U.S. and Chinese researchers said Thursday they have identified a gene that makes dengue- and yellow fever-spreading mosquitoes male.
Since only females of the species, called Aedes aegypti mosquitoes, feed on human blood and transmit pathogens, the discovery could set the stage for developing mosquito control strategies that convert females into harmless males or selectively eliminate deadly females, the researchers reported in the U.S. journal Science.
The male-determining gene "provides us with exciting opportunities to harness mosquito sex in the fight against infectious diseases because maleness is the ultimate disease- refractory trait," said Zhijian Tu, professor of biochemistry at the Virginia Tech, who led the study.
Male-determining genes often reside in "genomic black holes," or repeat-rich chromosome regions, which is why none had been found in mosquitoes or other insects before, Tu said.
In the new study, Tu's team, in collaboration with Xiao-Guang Chen, a professor at China's Southern Medical University, analyzed male-specific genome sequences from Aedes aegypti mosquitoes and eventually identified a candidate gene called Nix.

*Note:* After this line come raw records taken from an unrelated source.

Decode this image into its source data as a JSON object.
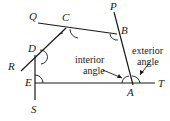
{
  "diagram": {
    "type": "polygon-angles",
    "vertices": [
      "A",
      "B",
      "C",
      "D",
      "E"
    ],
    "extension_points": [
      "P",
      "Q",
      "R",
      "S",
      "T"
    ],
    "annotations": {
      "interior_line1": "interior",
      "interior_line2": "angle",
      "exterior_line1": "exterior",
      "exterior_line2": "angle"
    },
    "colors": {
      "stroke": "#1a1a1a",
      "background": "#ffffff"
    }
  }
}
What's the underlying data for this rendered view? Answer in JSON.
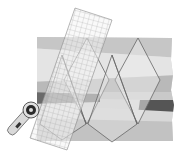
{
  "illustration": {
    "subject": "quilting: cutting diamonds from strip-pieced fabric with a rotary cutter and grid ruler",
    "colors": {
      "background": "#ffffff",
      "strip_light": "#e6e6e6",
      "strip_mid": "#c4c4c4",
      "strip_mid2": "#b3b3b3",
      "strip_dark": "#5e5e5e",
      "diamond_fill": "#ececec",
      "outline": "#6a6a6a",
      "ruler_grid": "#9a9a9a",
      "cutter_body": "#d8d8d8",
      "cutter_dark": "#2a2a2a"
    },
    "elements": [
      "fabric-strip-set",
      "diamond-cut-lines",
      "grid-ruler",
      "rotary-cutter"
    ]
  }
}
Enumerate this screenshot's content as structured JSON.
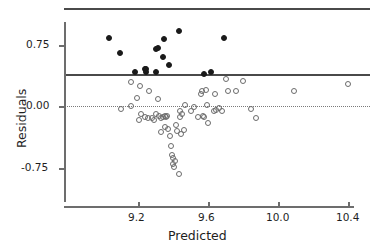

When the researchers injected Nix into mosquito embryos, more than two-thirds of the female mosquitoes developed male genitals and testes.
When they removed Nix using a genome-editing method known as CRISPR-Cas9, male mosquitoes developed female genitals.
"Aedes aegypti is a major vector for dengue, yellow fever, and chikungunya viruses, and only female mosquitoes feed on blood and transmit these pathogens," Tu wrote in his paper. "Thus, genetic control methods that introduce a male bias to reduce mosquito populations are attractive and potentially effective measures to reduce the incidence of mosquito-borne disease."
Aedes aegypti is an invasive species originally from Africa that first began to spread around the world by ship in the 1700s. This species is a major health problem because it is highly adapted to human environments.
"Targeted reduction of Aedes aegypti populations in areas where they are non-native could have little environmental impact, and drastically improve human health," Brantley Hall, a Ph.D. student in Tu's lab and co-first author on the paper, added in a statement.